Took my wife to her check-up following her operation last week. We could feel a weight lift when they told her that she’s doing well, and is now allowed to get out and about again. It’s going to be a while until she can exercise and drive, so I’m going to be doing a bit more of the shuttling children around for a while yet.
Had a number of school meetings, including chairing the Full Governing Board meeting. Due to a clash with a school disco we found ourselves in one of the classrooms, a good environment to try out the Jabra Speak 2 75 conference speaker for the attendee that couldn’t get there in person. I set up my MacBook in the corner of the room and paired the speaker via Bluetooth, using the battery for the duration of the meeting. It was absolutely superb:
Honestly the sound quality was amazing. I heard every word clearly and I know from experience that is rare when being the only one dialling into a group meeting.
Prepared and coordinated a number of letters to go out to governors, staff, and parents and carers.
Enjoyed a lovely family dinner on Sunday at Per Tutti in Berkhamsted, in celebration of our son’s birthday.
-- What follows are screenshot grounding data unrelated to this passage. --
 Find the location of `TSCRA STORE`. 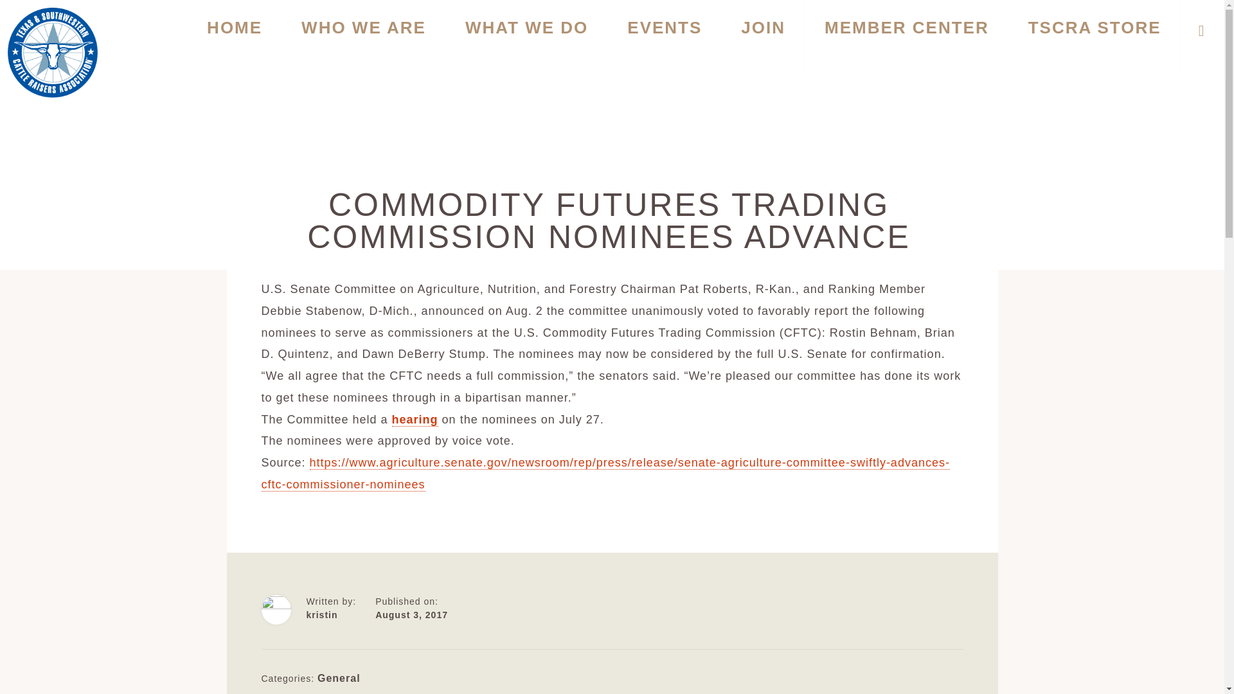

TSCRA STORE is located at coordinates (1095, 39).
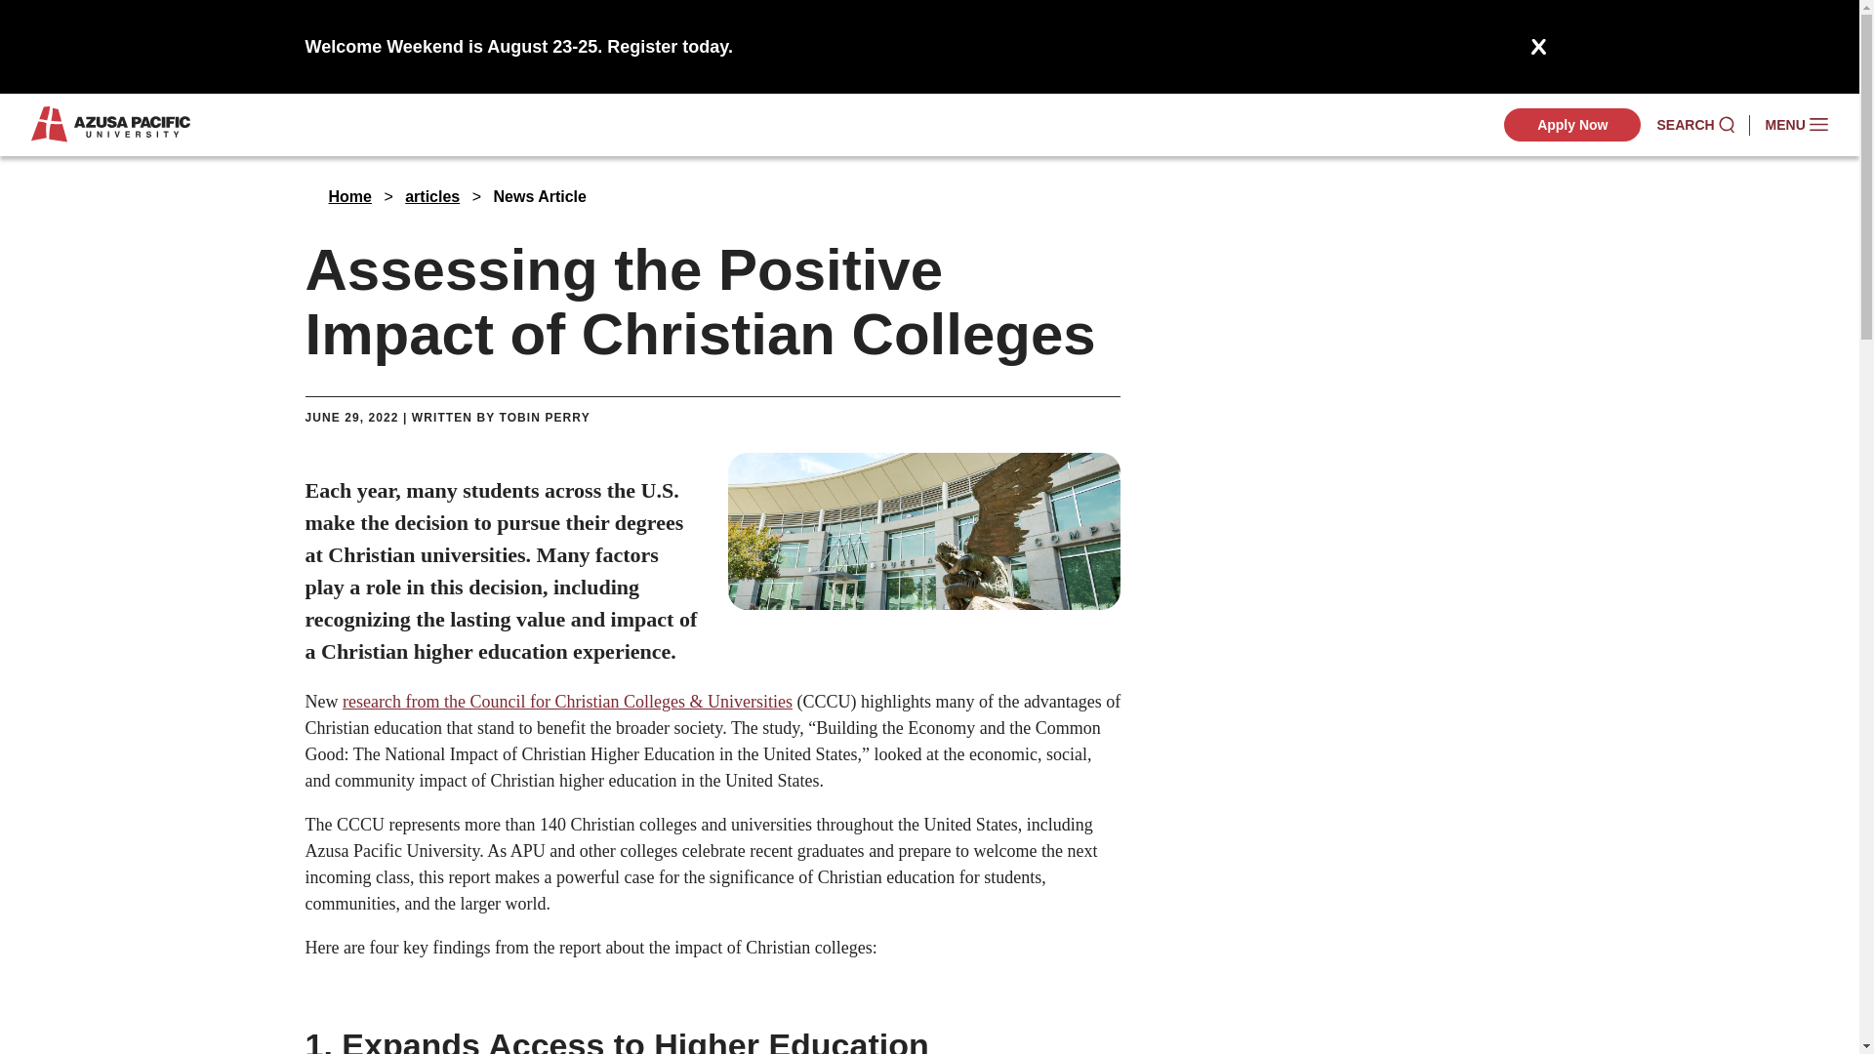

Ran the line at my son’s football match for possibly the final time. Their season has now finished already. Next year the boys would get mixed with the age group above them, if he chooses to continue with it.
Have missed going on the indoor bike trainer during the week due to the additional responsibilities at home. I made up for it at the weekend with a couple of long rides. After some major rain the weather seems to be taking a turn for the better, so I’m hoping to get outside for some more rides soon.
Next week: A week off, pottering around the house and attending the odd work meeting.
🎶 What is the greatest song of all time, and why is it Tin Soldier by The Small Faces?
🎶 The Kinks’ 20th Century Man has been my earworm for the past few days. What a song. Half a century old and it still resonates.